Our History
In 1956, the 320-acre Jones farm was acquired with funds from the Arizona State College Foundation (now the ASU Foundation) and was utilized by the college as an experimental farm. In 1979, the University disbanded its agricultural program and began to formulate a plan for re-use of the farm. The actual formation of the Research Park took several years, and required collaboration by a number of governmental agencies. Enabling legislation was enacted in April of 1983, authorizing the use of improvement bonds for infrastructure, and prescribing the formation of a park authority.
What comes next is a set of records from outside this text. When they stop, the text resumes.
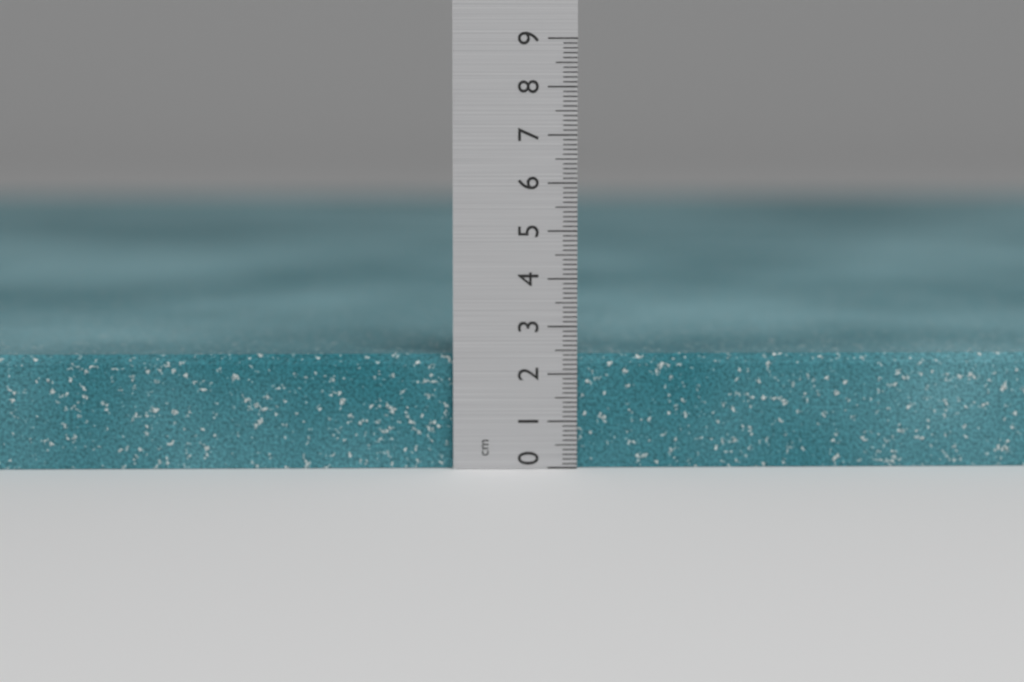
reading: 2.4 cm
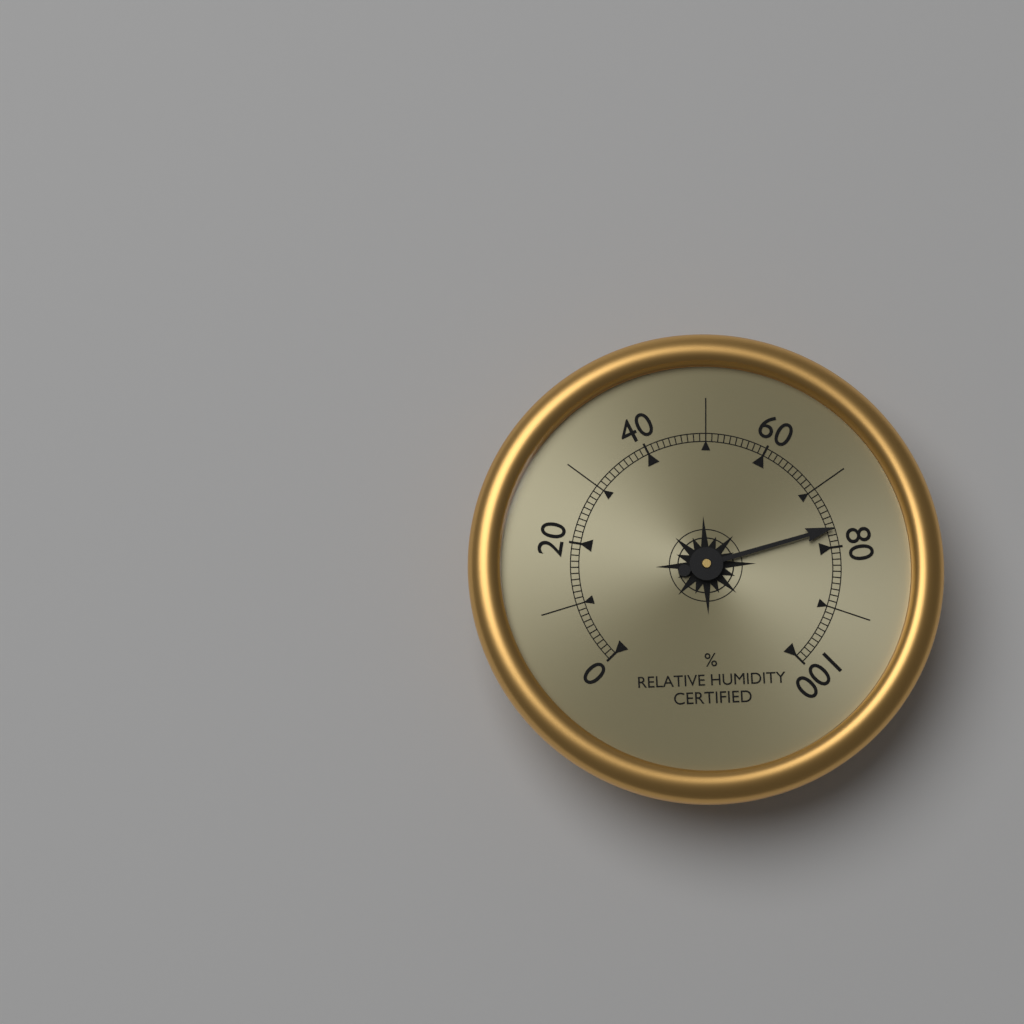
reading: 77 %
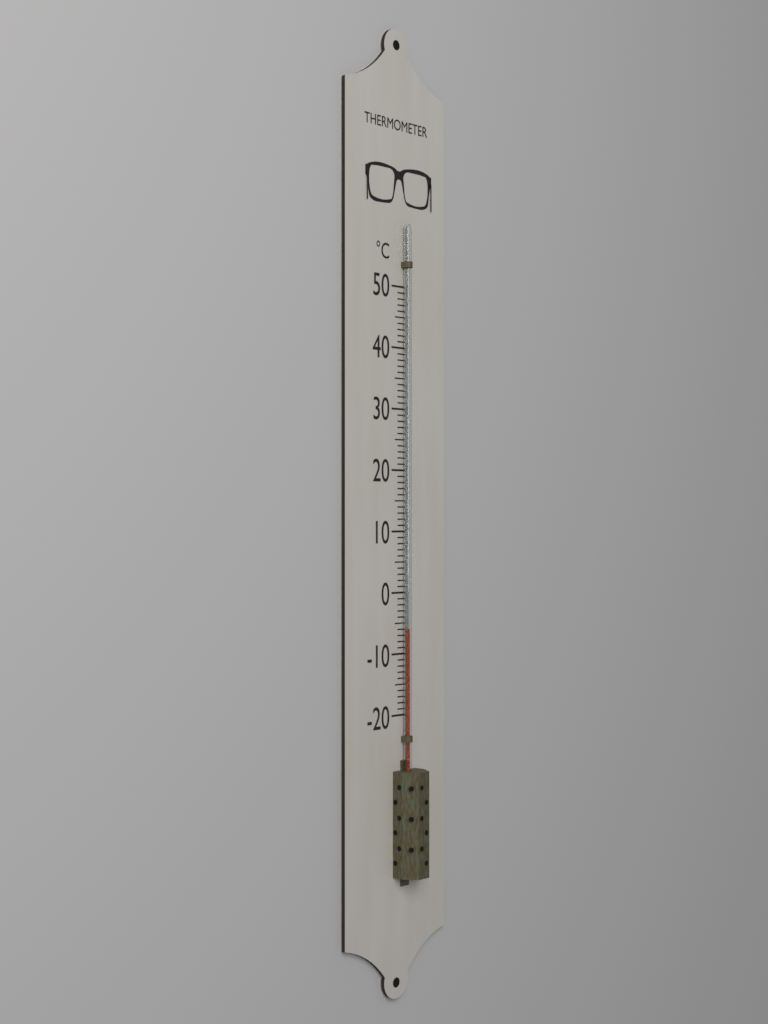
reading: -6 °C
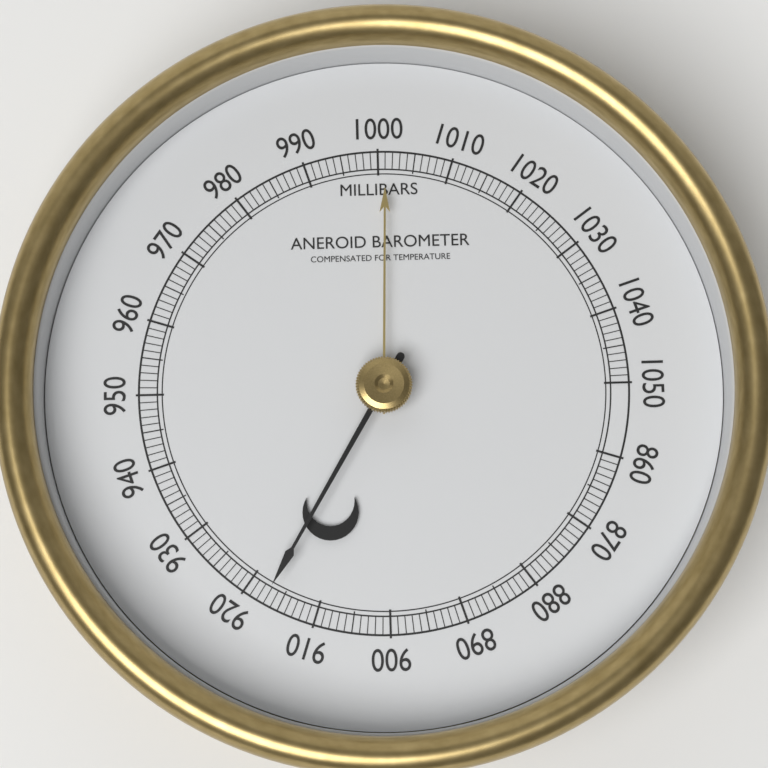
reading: 917 mbar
In July of 1983, the Arizona Board of Regents authorized ASU to form a not-for-profit research park corporation, and in May 1984, under the leadership of ASU President J. Russell Nelson and Dean Roland Haden of the College of Engineering, the experimental farm became the ASU Research Park. Municipal improvement bonds were issued by the City of Tempe to construct the Park’s infrastructure, with repayment generated from long-term ground leases of park land. The infrastructure improvements included streets, utilities, landscaping and lake system that users of the Park enjoy today.
The official groundbreaking occurred in December of 1984, and the first ground lease was executed with Transamerica in April of 1985. Currently the Park has ground leases in place with twenty-four different lessees in twenty-six buildings totaling 2.2 million square feet. The Park is currently home to 48 companies employing over 6,000 Arizonans.